View Single Post
  #11   Report Post  
Old March 19th 10, 03:02 PM posted to uk.transport.london
Roland Perry Roland Perry is offline
external usenet poster
 
First recorded activity at LondonBanter: Aug 2003
Posts: 10,125
Default Heathrow T3 exit time

In message , at 14:40:21 on Fri, 19 Mar
2010, d remarked:

At any of the London Airports IME it is now very rare to queue for less than
20 minutes at immigration, though they are introducing machines which let
you avoid this queue if you have a "chip"" passport.

Ah yes , arn't they wonderful? All your details stored on it
unencrypted which
can be read from a few metres away with the right machine.


All your details - please list them. Unencrypted - according to who. A


http://en.wikipedia.org/wiki/Biometric_passport

"The passport's critical information is both printed on the data page
of the passport and stored in the chip."


So nothing "extra". The data concerned is required at check-in by
numerous foreign hotels, so is in effect public information.

"Note that in some early biometric passports BAC wasn't used at all,
allowing attacker to read the chip's content without providing a key"


"Some early..." (Belgian ones issued before 2006, if you follow up the
reference).

So it looks like now they use encryption but according to the rest of the
document its still hardly secure. Look at the number of attacks listed.

few metres - only with massive aerials.


BS. RFID can be read from a few metres away as long as you can direct
enough power at the chip to power it up.


Which needs a large (directional) aerial.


Task to complete: Only lines holding "axis" are needed; copy each of them from the data below.

The records:

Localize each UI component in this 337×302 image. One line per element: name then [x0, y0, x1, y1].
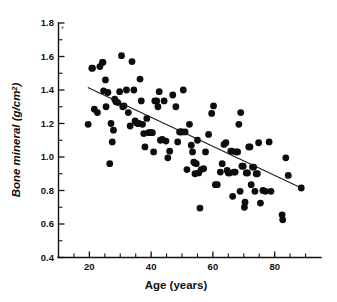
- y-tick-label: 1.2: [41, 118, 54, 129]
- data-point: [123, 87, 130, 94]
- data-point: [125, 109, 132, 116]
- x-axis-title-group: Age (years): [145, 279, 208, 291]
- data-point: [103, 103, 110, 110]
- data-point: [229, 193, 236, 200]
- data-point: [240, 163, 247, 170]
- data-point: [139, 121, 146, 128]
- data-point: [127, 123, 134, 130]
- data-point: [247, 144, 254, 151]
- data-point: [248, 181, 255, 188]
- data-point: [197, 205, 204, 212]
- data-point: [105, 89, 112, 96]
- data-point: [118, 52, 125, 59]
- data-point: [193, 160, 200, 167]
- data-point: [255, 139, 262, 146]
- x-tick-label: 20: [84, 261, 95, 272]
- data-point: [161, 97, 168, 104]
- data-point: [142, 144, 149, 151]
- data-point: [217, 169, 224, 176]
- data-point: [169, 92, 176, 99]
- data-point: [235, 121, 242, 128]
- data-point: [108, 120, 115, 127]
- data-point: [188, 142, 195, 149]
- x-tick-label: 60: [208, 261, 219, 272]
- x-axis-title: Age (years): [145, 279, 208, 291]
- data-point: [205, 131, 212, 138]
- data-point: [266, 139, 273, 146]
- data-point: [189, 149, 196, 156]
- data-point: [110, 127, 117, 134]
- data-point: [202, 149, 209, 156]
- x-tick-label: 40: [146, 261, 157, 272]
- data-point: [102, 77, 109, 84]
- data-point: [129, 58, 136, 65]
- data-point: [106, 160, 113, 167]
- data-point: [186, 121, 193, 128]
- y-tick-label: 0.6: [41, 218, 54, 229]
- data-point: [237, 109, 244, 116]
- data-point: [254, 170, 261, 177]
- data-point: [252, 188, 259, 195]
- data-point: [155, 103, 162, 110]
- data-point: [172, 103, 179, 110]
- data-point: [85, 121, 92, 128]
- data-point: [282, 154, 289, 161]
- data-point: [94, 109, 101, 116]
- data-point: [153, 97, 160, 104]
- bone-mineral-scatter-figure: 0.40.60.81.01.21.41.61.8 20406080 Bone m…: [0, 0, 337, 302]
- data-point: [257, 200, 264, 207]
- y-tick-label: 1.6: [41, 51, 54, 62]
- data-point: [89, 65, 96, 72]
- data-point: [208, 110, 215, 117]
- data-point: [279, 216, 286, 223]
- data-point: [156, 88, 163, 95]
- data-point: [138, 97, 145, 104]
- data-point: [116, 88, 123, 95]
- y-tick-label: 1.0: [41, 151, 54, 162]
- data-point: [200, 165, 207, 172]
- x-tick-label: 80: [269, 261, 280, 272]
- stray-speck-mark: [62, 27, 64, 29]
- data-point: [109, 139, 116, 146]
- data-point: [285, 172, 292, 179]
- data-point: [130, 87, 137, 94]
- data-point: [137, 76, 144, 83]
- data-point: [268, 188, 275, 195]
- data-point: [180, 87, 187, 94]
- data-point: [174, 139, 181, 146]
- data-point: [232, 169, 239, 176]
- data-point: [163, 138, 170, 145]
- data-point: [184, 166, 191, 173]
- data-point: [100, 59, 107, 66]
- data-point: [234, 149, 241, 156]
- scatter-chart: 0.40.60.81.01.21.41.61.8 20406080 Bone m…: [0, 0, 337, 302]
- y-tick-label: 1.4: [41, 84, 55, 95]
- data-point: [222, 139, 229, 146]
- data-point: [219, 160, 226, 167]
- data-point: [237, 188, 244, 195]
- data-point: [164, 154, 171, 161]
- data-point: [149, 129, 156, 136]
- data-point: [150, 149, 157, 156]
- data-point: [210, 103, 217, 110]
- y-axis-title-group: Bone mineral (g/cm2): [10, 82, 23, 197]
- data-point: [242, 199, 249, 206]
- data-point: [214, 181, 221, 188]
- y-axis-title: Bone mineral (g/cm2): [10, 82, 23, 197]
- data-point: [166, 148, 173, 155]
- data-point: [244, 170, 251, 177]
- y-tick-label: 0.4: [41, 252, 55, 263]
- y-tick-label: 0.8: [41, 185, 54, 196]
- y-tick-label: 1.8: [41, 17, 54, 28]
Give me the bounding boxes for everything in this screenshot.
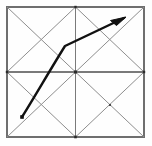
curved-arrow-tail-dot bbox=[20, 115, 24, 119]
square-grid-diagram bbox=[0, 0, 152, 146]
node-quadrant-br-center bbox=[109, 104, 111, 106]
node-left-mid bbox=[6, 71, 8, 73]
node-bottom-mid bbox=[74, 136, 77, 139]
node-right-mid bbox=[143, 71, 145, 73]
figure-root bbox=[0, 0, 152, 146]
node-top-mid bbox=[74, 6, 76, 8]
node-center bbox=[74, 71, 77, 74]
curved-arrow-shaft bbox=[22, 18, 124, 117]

Written answer:
- x-axis-title-group: Age (years): [145, 279, 208, 291]
- x-axis-title: Age (years): [145, 279, 208, 291]
- y-axis-title-group: Bone mineral (g/cm2): [10, 82, 23, 197]
- y-axis-title: Bone mineral (g/cm2): [10, 82, 23, 197]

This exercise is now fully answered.